Brussels Journal. HERE.

Thursday, June 03, 2010

Templar disciplines and rules

Pope Honorius II (d. 1130) approved the following rules of conduct and discipline for the order in 1128:

• to recite vocal prayers at certain hours;
• to abstain from meat four days in the week; to cease hunting and hawking;
• to defend with their lives the mysteries of the Christian faith;
• to observe the seven sacraments of the church, the fourteen articles of faith, the
creeds of the apostles and Athanasius;
• to uphold the doctrines of the Two Testaments, including the interpretations of the church fathers, the unity of God and the trinity of his persons, and the virginity of Mary both before and after the birth of Jesus;
• to go beyond the seas when called to do so in defense of the cause;
• to retreat not from the foe unless outnumbered three to one.


from 'The Knights Templar' in The Gale Encyclopedia of the Unusual and Unexplained by Brad and SHerry Stelger. 2003.

Saturday, May 29, 2010

Growth of the Protestant Church in Turkey

There is a great new article in the Spring edition of the International Journal of Frontier Mission by James Bultema, who has done some very interesting research on the Protestant Church in Turkey. There were two large growth spurts and this is how he accounts for them:

During these four and half decades [1960-2005], you see one period—from 1988 to 1994—that towers over other periods with respect to the growth rate. The reason for that spike in growth is quite simple: the New Testament in modern Turkish was printed and distributed, beginning in mid 1987. We had another spike from 2000-2002, and that is because the whole Bible in modern Turkish was first printed and distributed at the beginning of that period. (Bultema 2010: 28)

Check it all out over at www.ijfm.org.

Friday, May 28, 2010

"Leaving Islam?" ads in New York

NEW YORK (AP) - The questions on the ads aren't subtle: Leaving Islam? Fatwa on your head? Is your family threatening you?
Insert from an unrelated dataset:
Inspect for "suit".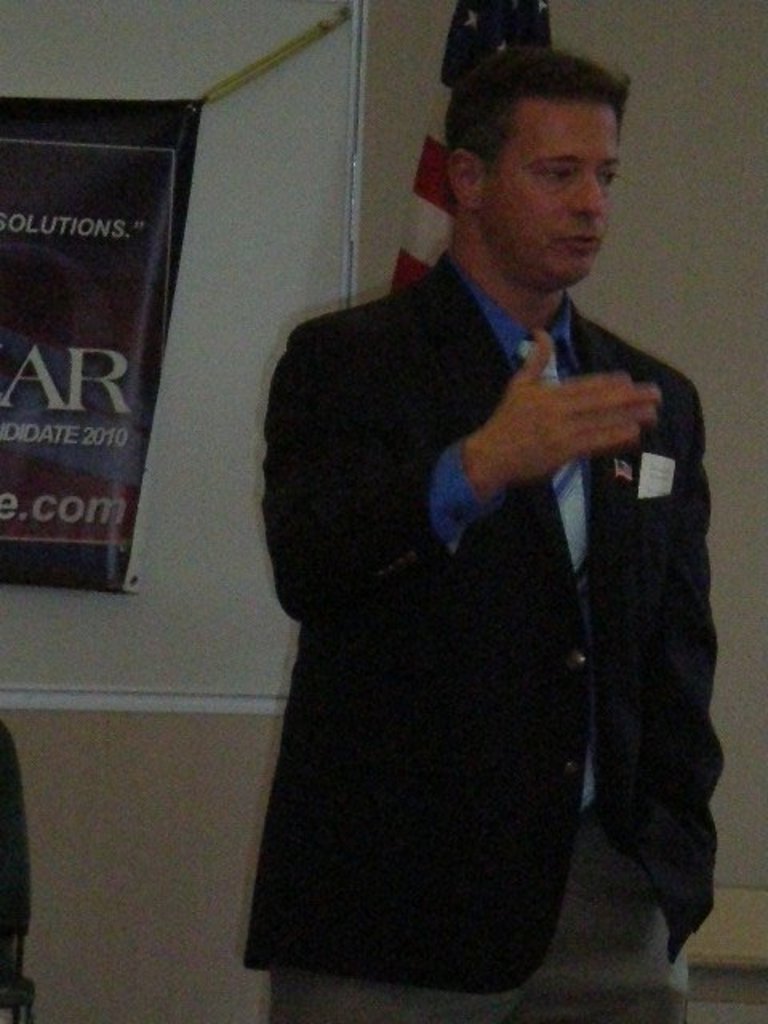
Inspection: detection(246, 190, 714, 979).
A conservative activist and the organizations she leads have paid several thousand dollars for the ads to run on at least 30 city buses for a month. The ads point to a website called RefugefromIslam.com, which offers information to those wishing to leave Islam, but some Muslims are calling the ads a smoke screen for an anti-Muslim agenda.


From HERE.

Thursday, May 27, 2010

The Temple and Empire killed God

The new issue of St Francis Magazine just came out and it looks like it will have some good material. I am especially looking forward to Madany's article on the Trinity. He is an excellent interpreter of Islam.
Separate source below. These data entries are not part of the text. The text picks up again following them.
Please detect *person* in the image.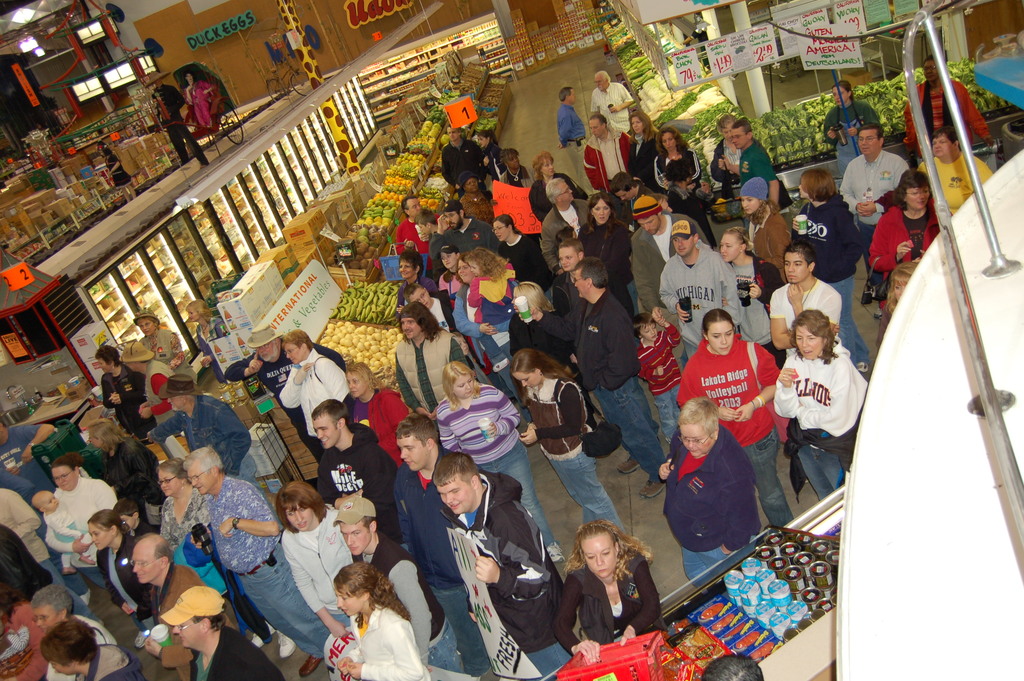
locate(577, 191, 634, 318).
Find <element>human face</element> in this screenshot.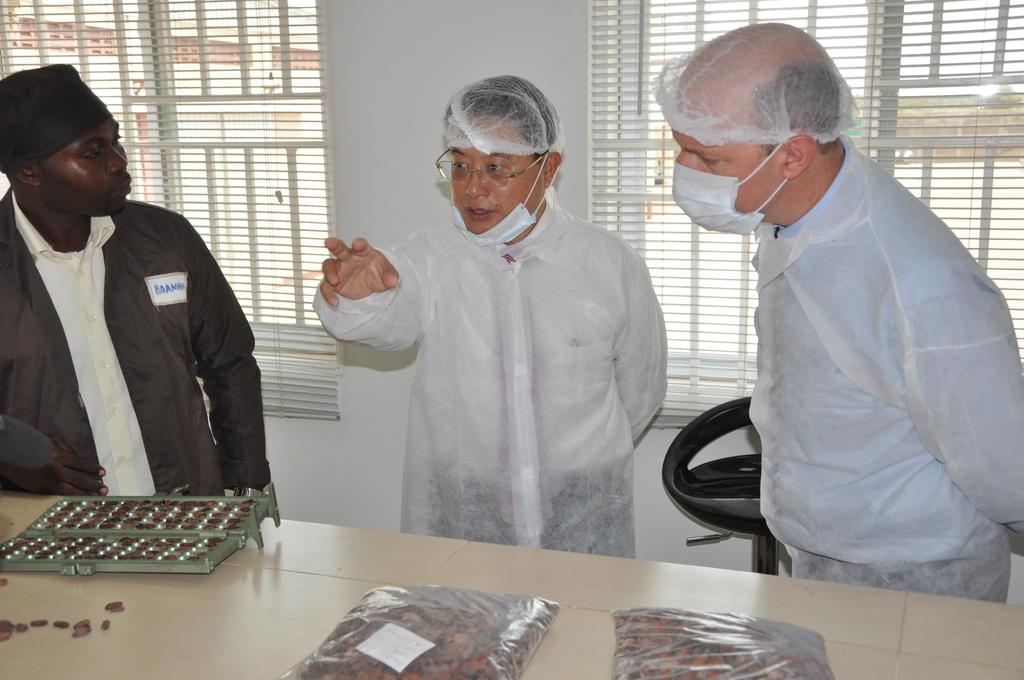
The bounding box for <element>human face</element> is select_region(450, 118, 539, 231).
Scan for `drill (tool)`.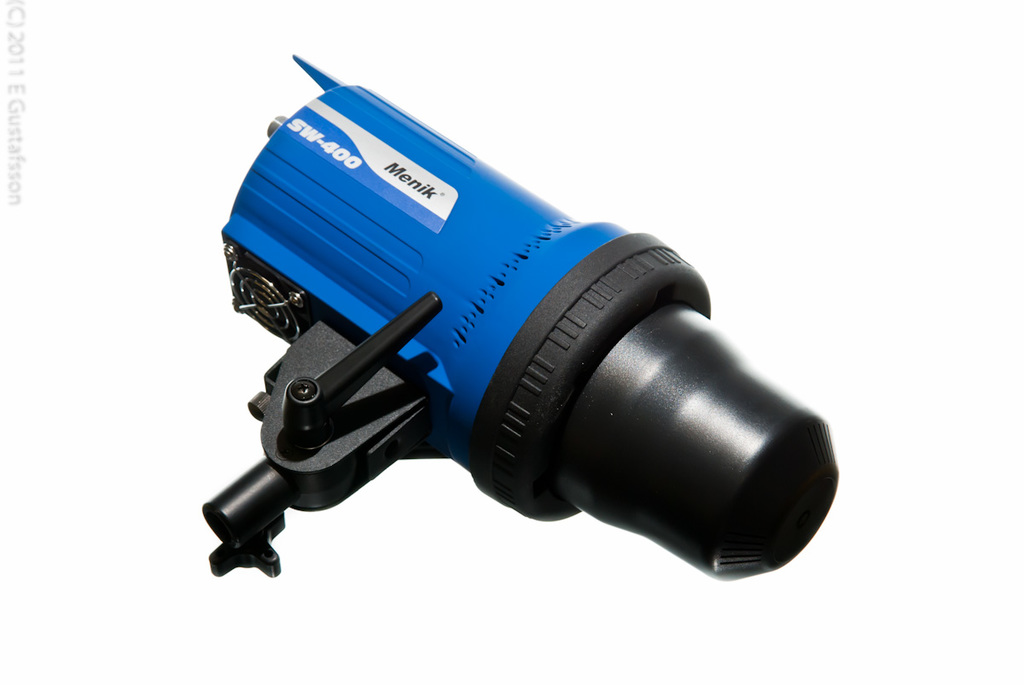
Scan result: locate(259, 53, 736, 587).
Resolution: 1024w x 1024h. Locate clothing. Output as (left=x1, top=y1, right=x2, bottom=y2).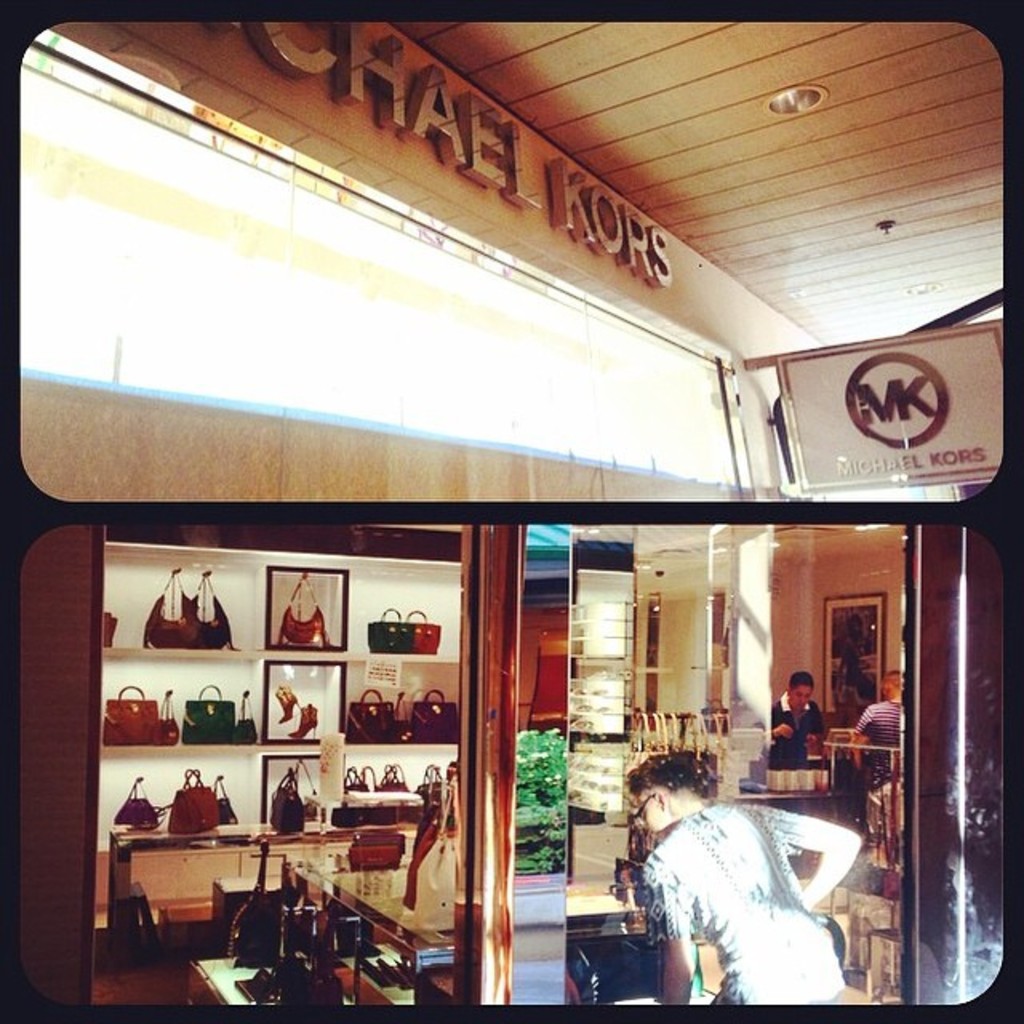
(left=763, top=690, right=830, bottom=757).
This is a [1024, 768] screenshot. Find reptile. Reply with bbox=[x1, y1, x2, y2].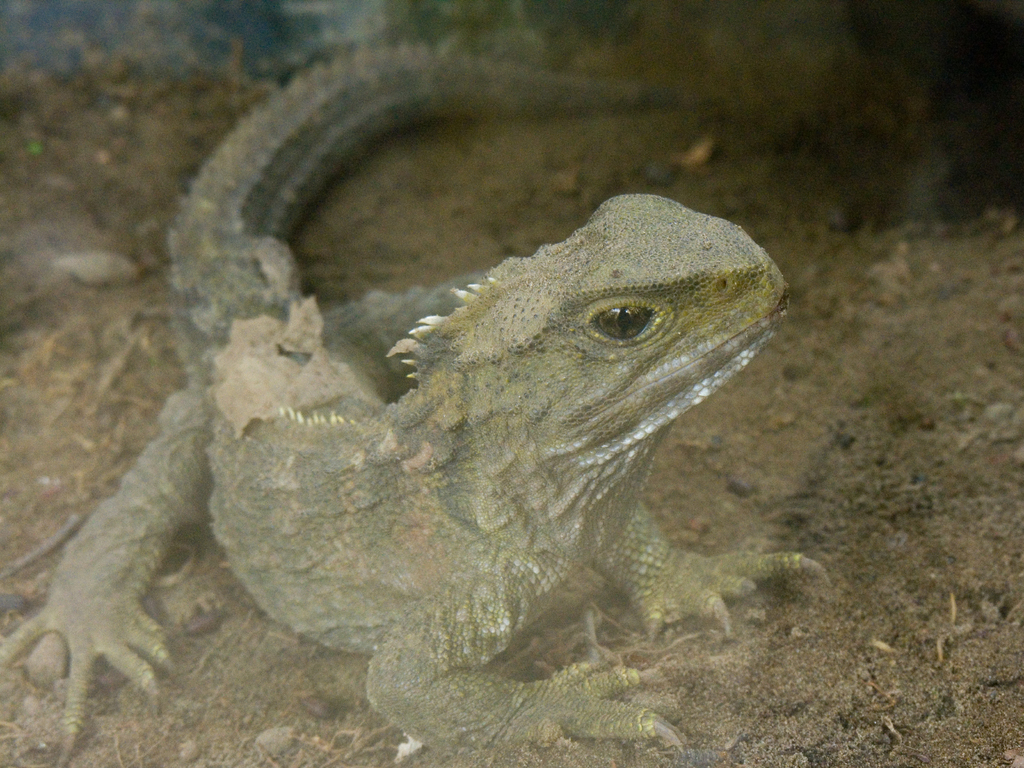
bbox=[0, 38, 831, 767].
For now though I leave you with this juicy tidbit from Miller on p 507:

Here is what I would regard as very a fundamental disjunct between
Islam and Christianity: The Cross is itself the revelation of the
absolute incapability of Empire and Temple to address the deepest
needs of the broken icon. The cross reveals to us how the Temple
and the Empire, when given free reign, actually kill God. How different
is this from Islam, where the proof of God’s choice of
Muhammad was his ability to harness both Empire and Temple to his
aims? We should not be surprised by this though: the polis is made
up of people, and if our anthropology is different, then so will be our
politic. “He has brought down rulers from their thrones, but has
lifted up the humble.”


Check the whole thing out here.

Wednesday, May 26, 2010

Tradition and Evangelism

Pat argues that being strongly rooted in the tradition of the Church is in fact essential in regards to the ability to fruitfully evangelize. I think I agree...

As we become ever more aware of our inextricable human rooted-ness in history and tradition, it seems to me all the more important to embrace, explore, and yes, when necessary, reform, that tradition. Contrary to some popular thought, anchoring oneself in a tradition is more conducive to inter-traditional dialogue than claiming an autonomous distance from any tradition.

Hence, the Christian Tradition must needs be maintained--through study, through interaction, and through liturgical/sacramental practice--in order to continue to provide a "solid rock" on which to build our evangelistic efforts.


From Think, Ubu, Think! Share your thoughts either here or there.